Today in Regional Rundown - Americas: House moves to lift Canada tariffs; Venezuela sees a US overture to boost oil output even as Maduro faces US charges. Minnesota’s federal operation continues with 2,000 agents; 96+ alleged court order violations since Jan 1 and two citizens killed — a major domestic rights story with national implications. - Europe/Eastern Europe: Energy scarcity grips Ukraine; EU accelerates trade deals and debates climate law strength. - Middle East: Gaza ceasefire violations persist; US redeploys from al‑Tanf; Iran’s protests simmer under blackout conditions. - Africa: Reporting gap persists — Africa accounts for 4.3% of coverage despite tens of millions in crisis.
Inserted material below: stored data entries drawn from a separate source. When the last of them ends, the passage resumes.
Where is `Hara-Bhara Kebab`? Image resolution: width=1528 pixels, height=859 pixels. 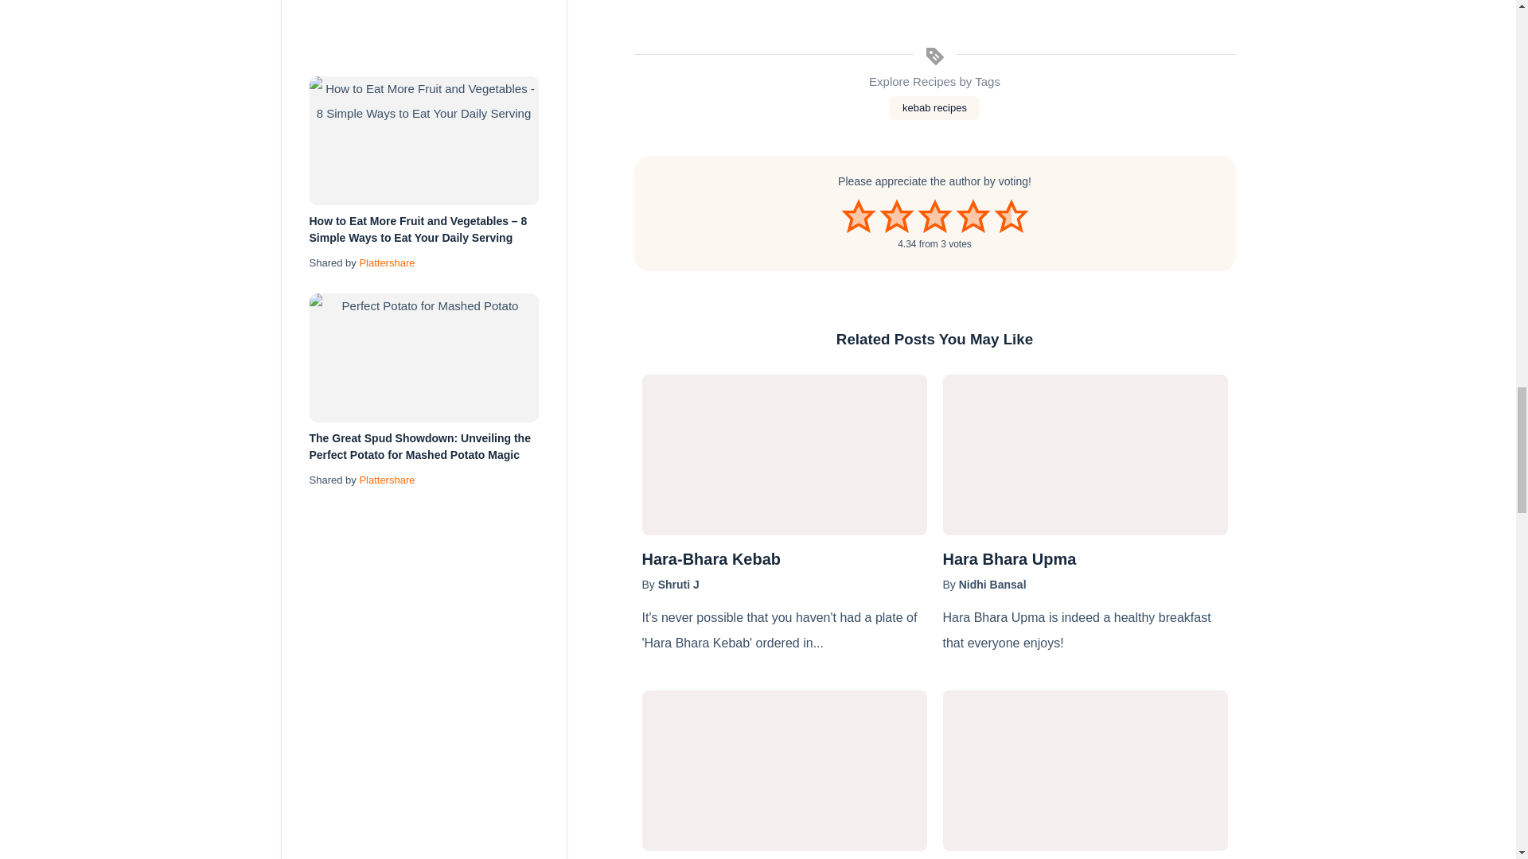
Hara-Bhara Kebab is located at coordinates (783, 454).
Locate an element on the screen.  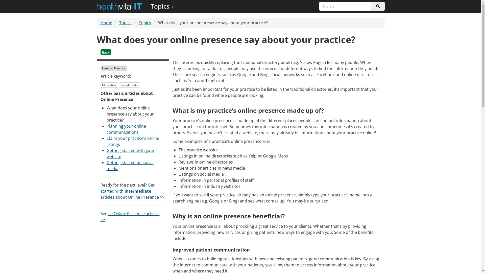
Skip to main content is located at coordinates (0, 0).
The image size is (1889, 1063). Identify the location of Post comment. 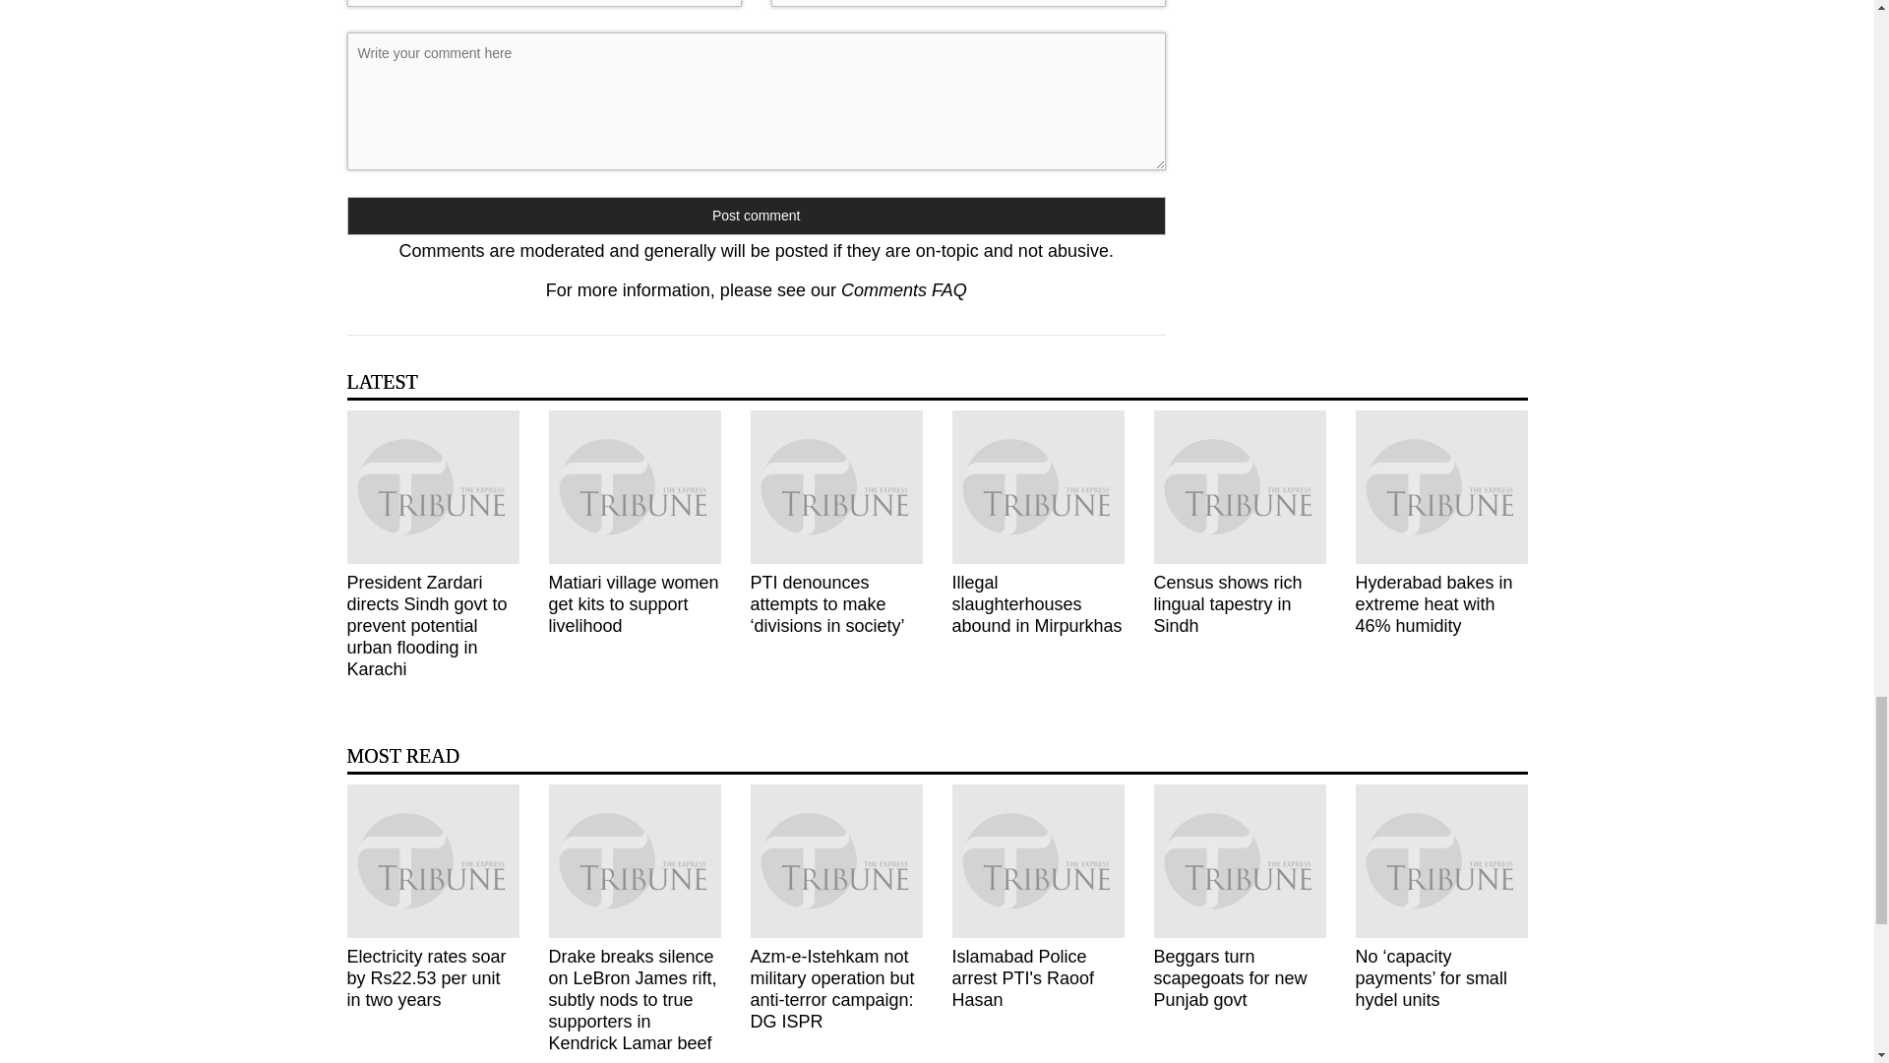
(756, 214).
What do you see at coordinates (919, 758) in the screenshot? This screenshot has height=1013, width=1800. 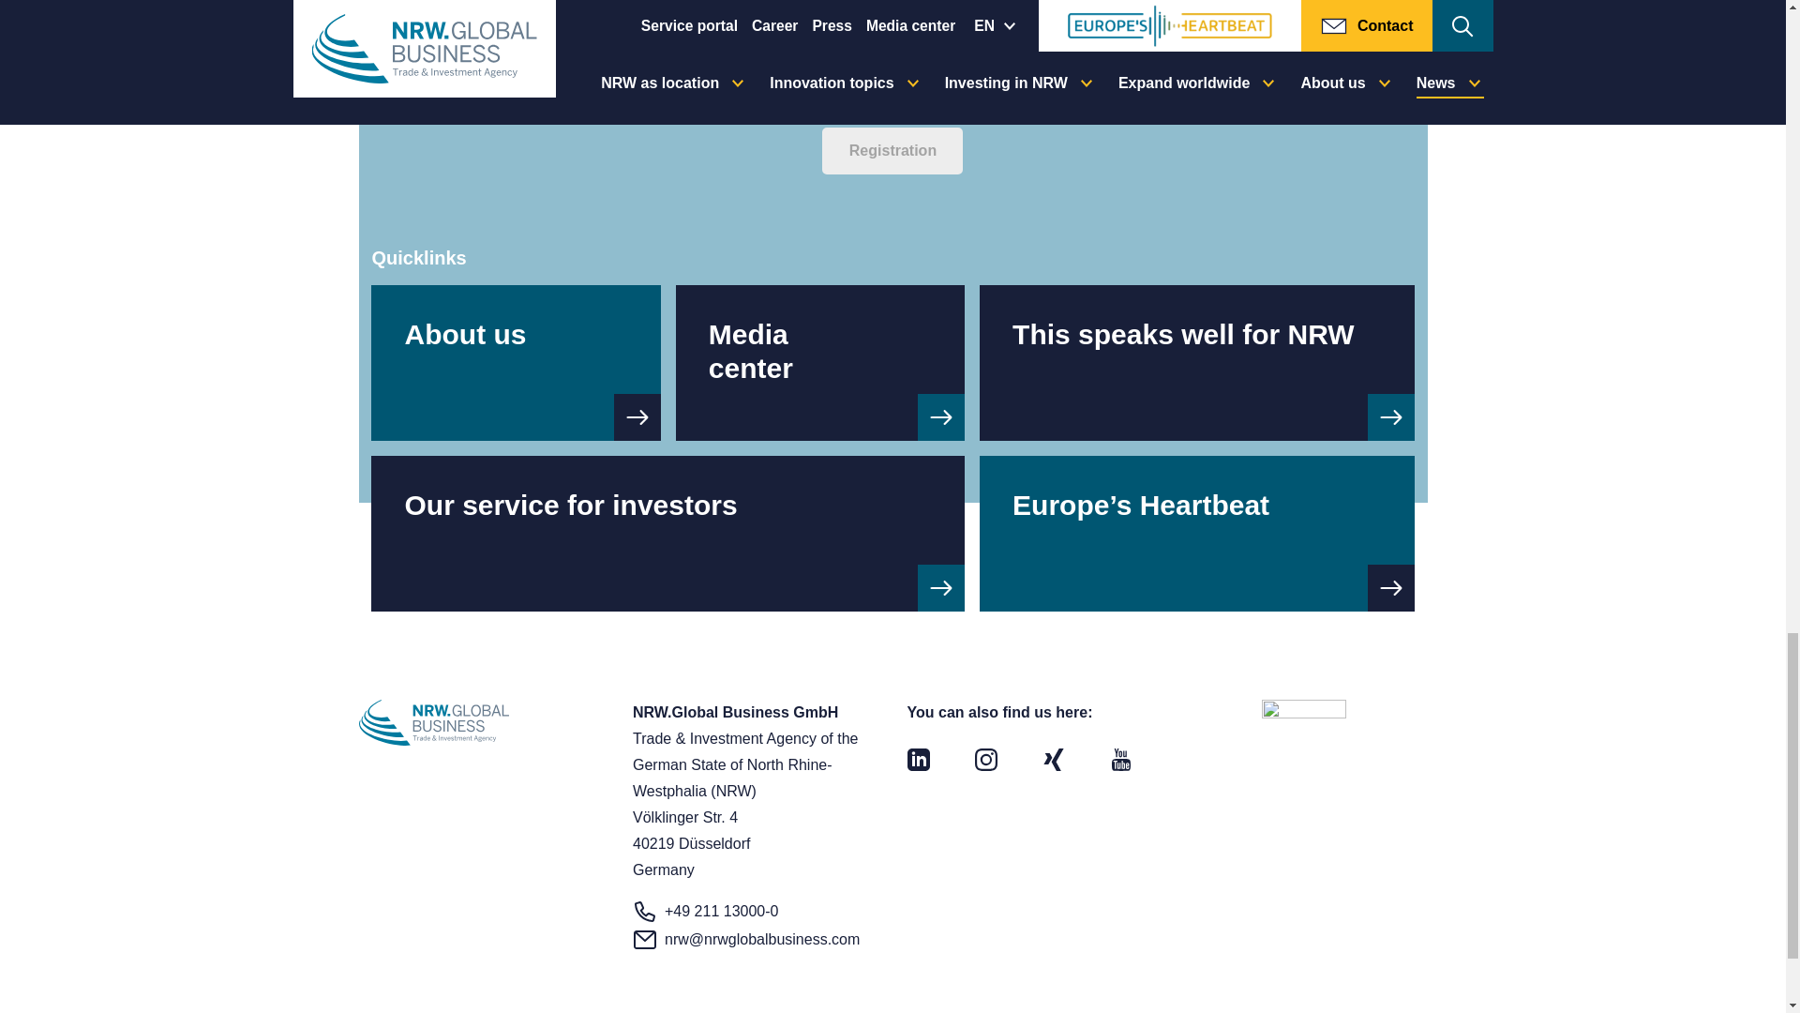 I see `LinkedIn` at bounding box center [919, 758].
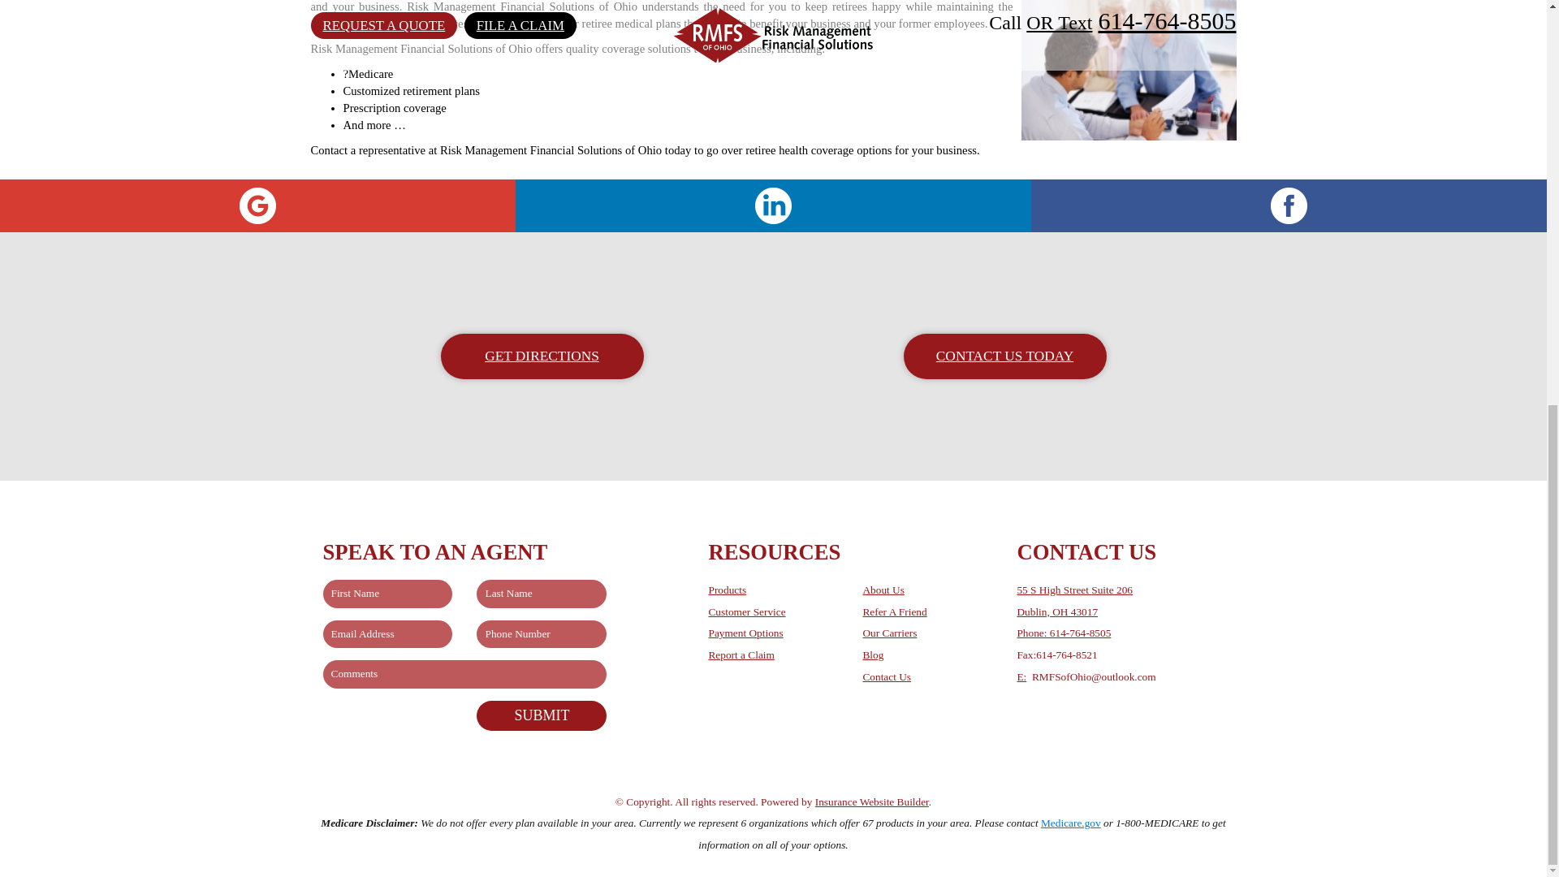 Image resolution: width=1559 pixels, height=877 pixels. What do you see at coordinates (773, 206) in the screenshot?
I see `LinkedIn` at bounding box center [773, 206].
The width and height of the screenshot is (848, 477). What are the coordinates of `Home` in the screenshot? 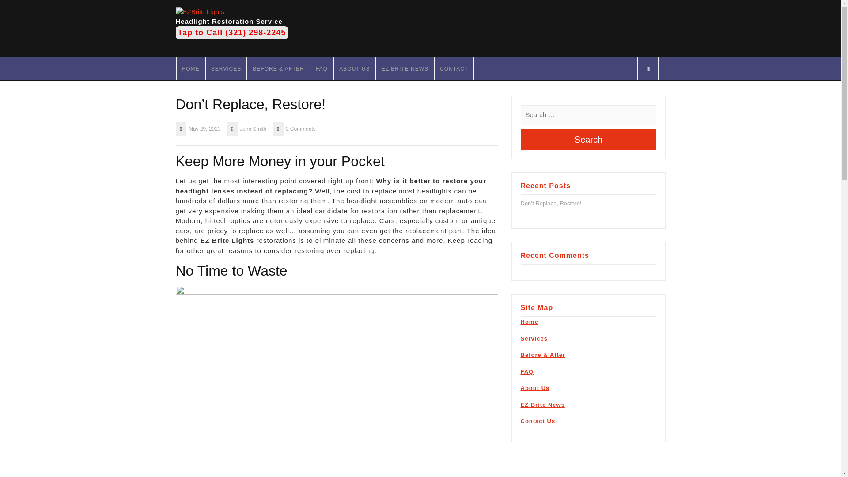 It's located at (529, 321).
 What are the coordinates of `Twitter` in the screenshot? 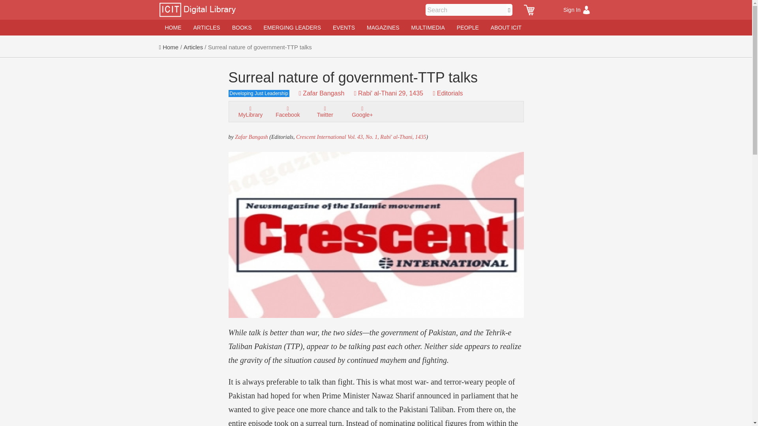 It's located at (324, 111).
Sudan famine alerts escalate; DRC conflict expands; Nigeria reels from mass killings. - Indo‑Pacific: Japan’s historic LDP supermajority under Takaichi; Bangladesh votes tomorrow with 127 million eligible.

Social Soundbar

Today in Social Soundbar — the questions rising, and the ones missing - Arms control: What minimal, verifiable transparency steps can Washington and Moscow enact now to cut miscalculation? - Ukraine: Can emergency cogeneration and grid interconnects offset a 40% winter deficit before the next strike cycle? - Gaza: Who certifies nutrient adequacy while NGO bans stand and aid remains below half of agreed volumes? - Aid cuts: Which donors will backfill canceled USAID contracts to avert forecast mass mortality? - Africa coverage: How do editors calibrate bandwidth to crises like Sudan, DRC, and Nigeria commensurate with impact? - Domestic enforcement: In Minnesota, who ensures agents comply with court orders and body‑cam mandates amid documented violations? Cortex concludes: As missiles test grids and treaties lapse, the quiet math of aid and access decides who survives the week. We’ll keep watching the headlines — and the omissions. This is NewsPlanetAI — The Daily Briefing. Stay informed. Stay safe.